I'm not sure if anyone can pinpoint the moment when Jane Austen changed from an early 19th Century author to a contemporary one. Austen's new-found popularity has thrust her into the position of a media celebrity whose life is no longer her own. What Austen might have done or thought or written has spawned a whole genre of books and movies, like "Becoming Jane" and "Miss Austen Regrets." I found both heavy-handed and ultimately unsatisfying.
Playing with Austen's stories is so much more fun than playing with her life — and allows for true creative license, whether one is using her novels as the catalyst in modern love stories like "The Jane Austen Book Club," or re-imagining them the way Amy Heckerling transformed "Emma" into the brilliant "Clueless."
As someone who enjoyed both of Laurie Viera Rigler's novels about Austen addicts and time travel, I was pre-disposed to like "Lost in Austen," the four-part 2008 British television series for the ITV network. Though released on DVD in the U.S. last spring, I just heard about "Lost in Austen" from a friend who'd also read Rigler's novels.
The story centers around a young woman, named Amanda Price, who is so enamored of Austen's "Pride and Prejudice," so steeped in its plot, characters and classic love story, that she conjures up Elizabeth Bennet in the bathroom of her London flat. Lizzie shows her the door connecting that room and the attic of the Bennet family's home in Regency England. In a flash, Amanda's gone through the door — which closes while Lizzie is still on the wrong side.
Amanda (above) explains her sudden appearance by telling the Bennets that she's a friend of Lizzie's, who has come to stay while their daughter spends time in the city; a more plausible and interesting set-up than the two merely exchanging lives. Knowing "Pride and Prejudice" almost as well as Miss Price, I found "Lost in Austen" a thorough delight. Part of its charm is that while Miss Price knows the story intimately, no one else does. Indeed, they don't even know they are just characters in a novel — iconic though they and it may be.
As a lover of the book, Amanda is thrilled to find herself in the midst of it — but her mere presence begins to affect the story. Without Lizzie, the Bennet family has lost its equilibrium, its center. Without her, the lives of Austen's characters begin to spin out of control — threatening the outcome of the novel that's held us in its spell for almost 200 years.
George Wickham (Tom Riley, left) with the Bennet family: Lydia (Perdita Weeks), Kitty (Florence Hoath), Jane (Morven Christie), Miss Price (Jemima Rooper), Mary (Ruby Bentall), and Mrs. Bennet (Alex Kingston).
Writer Guy Andrews ("Prime Suspect," "Poirot," "Lewis") has crafted a witty, imaginative, intelligent — and very funny — take on Austen's beloved classic. The presence of Miss Price in "Pride and Prejudice" has set both the story and the characters adrift in uncharted waters. That means that the people we thought we knew well — Lydia Bennet, George Wickham, even Bingley — become alive and engaging in ways we're unprepared for.
Some characters appear to be the same as they ever were; Mr. Collins is as foppish and obsequious as always. But as this story unfolds, there is an undercurrent of malevolence to him that is new and unnerving. Lindsay Duncan, however, may be the best embodiment of Lady Catherine de Bourgh committed to the screen: intelligent, cunning and deliciously domineering. She offers neither caricature nor star turn; her Lady Catheine has passion and purpose.
And, yes, there are anachronisms and inconsistencies but I did not let them trouble me. Instead, I enjoyed the bits of trivia, references to Colin Firth and Miss Price chiding Bingley using the words of Mr. Knightly in "Emma." I watched the entire three hours in one go and then did it again the next day!
Elizabeth Bennet (Gemma Arterton), Amanda Price (Jemima Rooper) and Mr. Darcy (Elliot Cowan).
Available to buy, to rent through Netflix or to reserve through the South Central Library System which currently has ten copies and 82 hold requests.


■ Task item:
Set down exactly the first line of the entries and every line after it, through the line with "This screenshot has".

■ Material for the task:
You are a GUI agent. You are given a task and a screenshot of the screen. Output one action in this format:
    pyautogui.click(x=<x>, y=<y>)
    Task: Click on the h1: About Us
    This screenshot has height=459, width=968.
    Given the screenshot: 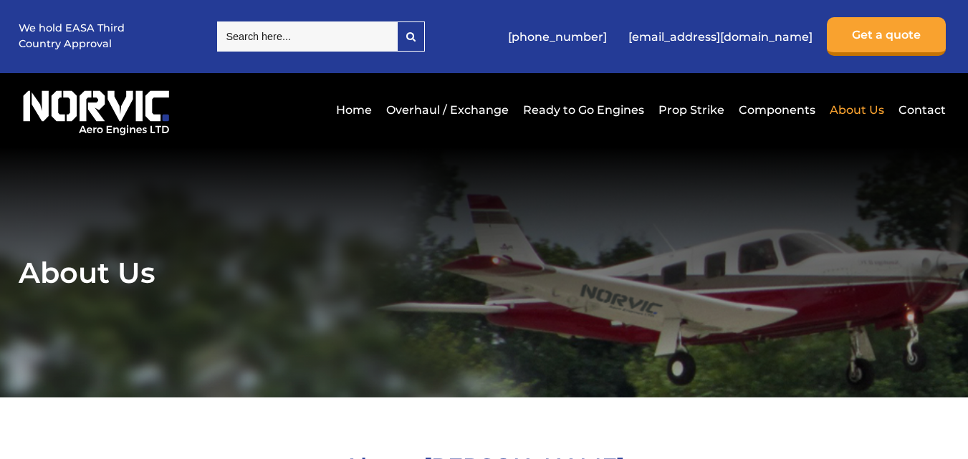 What is the action you would take?
    pyautogui.click(x=484, y=272)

■ Solution to this exercise:
You are a GUI agent. You are given a task and a screenshot of the screen. Output one action in this format:
    pyautogui.click(x=<x>, y=<y>)
    Task: Click on the h1: About Us
    This screenshot has height=459, width=968.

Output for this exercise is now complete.